Bank of England bans coal-linked bonds as collateral from Oct 31
The Bank of England (BoE) has decided that coal-linked bonds will no longer qualify as collateral under its Sterling Monetary Framework (SMF) starting October 31, 2026.
On June 11, 2026, the BoE formally excluded thermal coal bonds issued by firms deriving revenue from thermal coal mining from the eligible collateral list. It also added haircut add-ons to corporate bonds from issuers with net-zero transition risks.
This is an extension of the BoE’s earlier restrictions under its Corporate Bond Purchase Scheme, which already limited coal-linked assets. The change matters because commercial banks use the SMF to access daily liquidity from the central bank. If banks still hold coal-linked bonds for collateral purposes, they must either replace them with BoE-eligible assets before the October 31 deadline or adjust their portfolios—potentially involving sales and balance-sheet reshaping.

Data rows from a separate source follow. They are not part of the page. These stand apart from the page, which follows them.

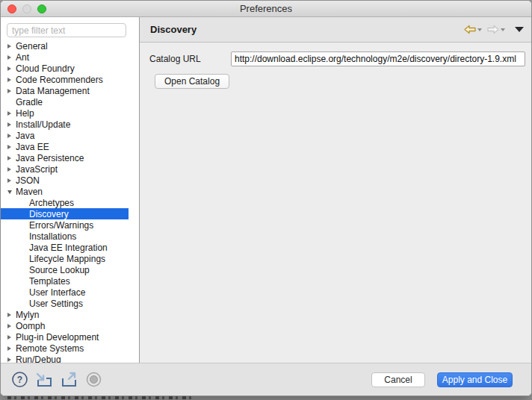 The height and width of the screenshot is (400, 532). Describe the element at coordinates (335, 30) in the screenshot. I see `page-header: Discovery` at that location.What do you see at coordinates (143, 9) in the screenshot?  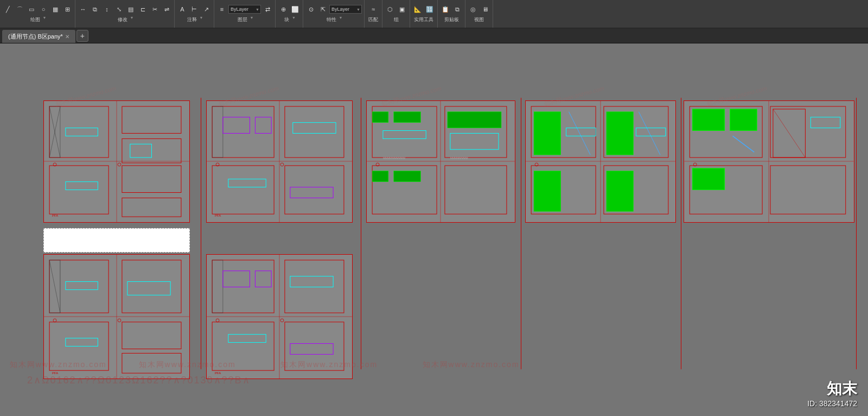 I see `offset-icon: ⊏` at bounding box center [143, 9].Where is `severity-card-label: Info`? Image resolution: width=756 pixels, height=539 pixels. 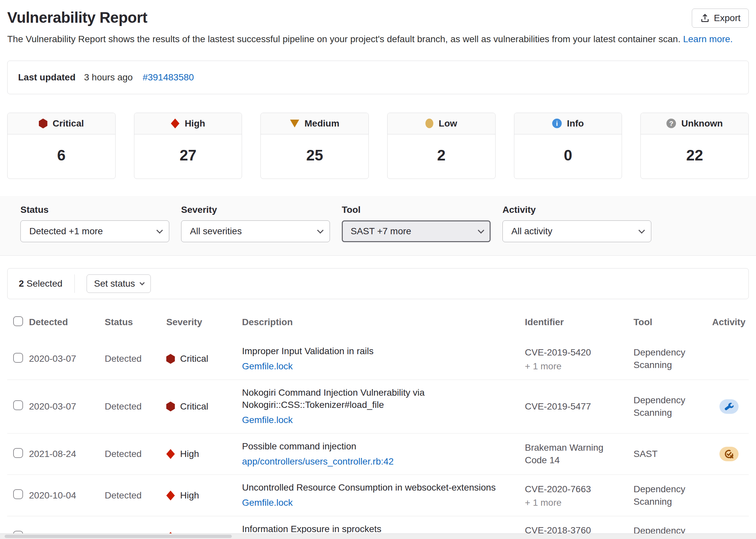 severity-card-label: Info is located at coordinates (575, 123).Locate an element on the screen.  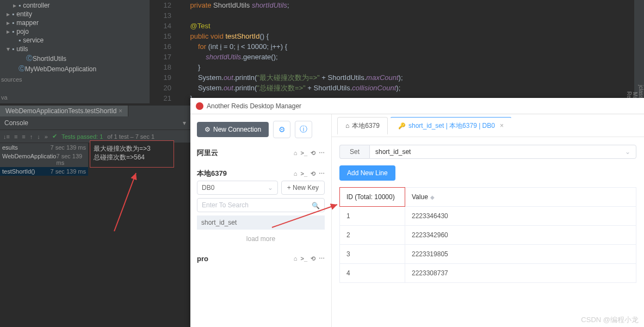
expand-icon: ≡ is located at coordinates (16, 137). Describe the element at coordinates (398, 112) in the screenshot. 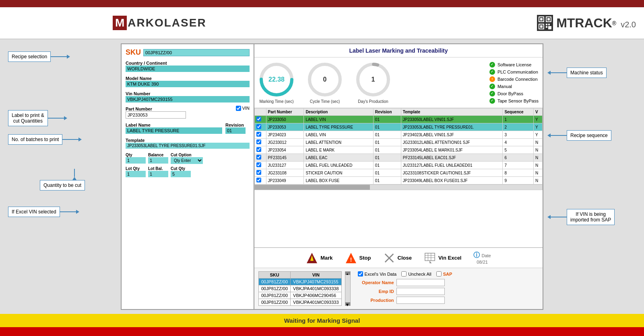

I see `table-header-row: Part Number Description Revision Templat…` at that location.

The BoE’s specificity is notable: rather than broad, vague climate guidance, it draws a clear eligibility line tied to thermal coal revenue. The central bank is also aligning with a wider global trend where major central banks incorporate climate-related financial risks into monetary and collateral operations, including the work of the Network for Greening the Financial System.
Overall, the BoE’s move on coal-linked bonds could reprice carbon- and transition-exposed credit risk and shift liquidity plumbing in UK bond markets over both the short term (portfolio adjustments before Oct 31) and the long term (stronger climate-based collateral standards).
Neutral
This BoE decision directly targets UK bond market collateral eligibility, specifically coal-linked bonds and transition-risk-exposed corporate credit. It is unlikely to create an immediate, broad-driven effect on the overall crypto market because the policy is focused on sterling liquidity operations rather than risk-off/risk-on impulses across global equities or crypto.
Traders might still see a niche effect: repricing could hit UK/Europe bond ETFs, credit spreads, or fossil-fuel-linked credit instruments. If those moves spill into broader macro sentiment, crypto could react indirectly through the usual channels (liquidity conditions, dollar rates, equity volatility). However, the BoE also provides a multi-month adjustment window (until October 31), which historically reduces shock and limits abrupt contagion.
In similar cases—when central banks tighten collateral or climate-related rules—the immediate market impact is often confined to the targeted credit segment, while macro effects build more gradually. Over the long term, stricter collateral frameworks can reinforce the market’s shift toward greener assets, but that’s not a direct catalyst for major crypto movers like BTC and ETH.
Net: neutral for crypto price action, with potential indirect risk sentiment effects rather than a direct, high-confidence directional driver.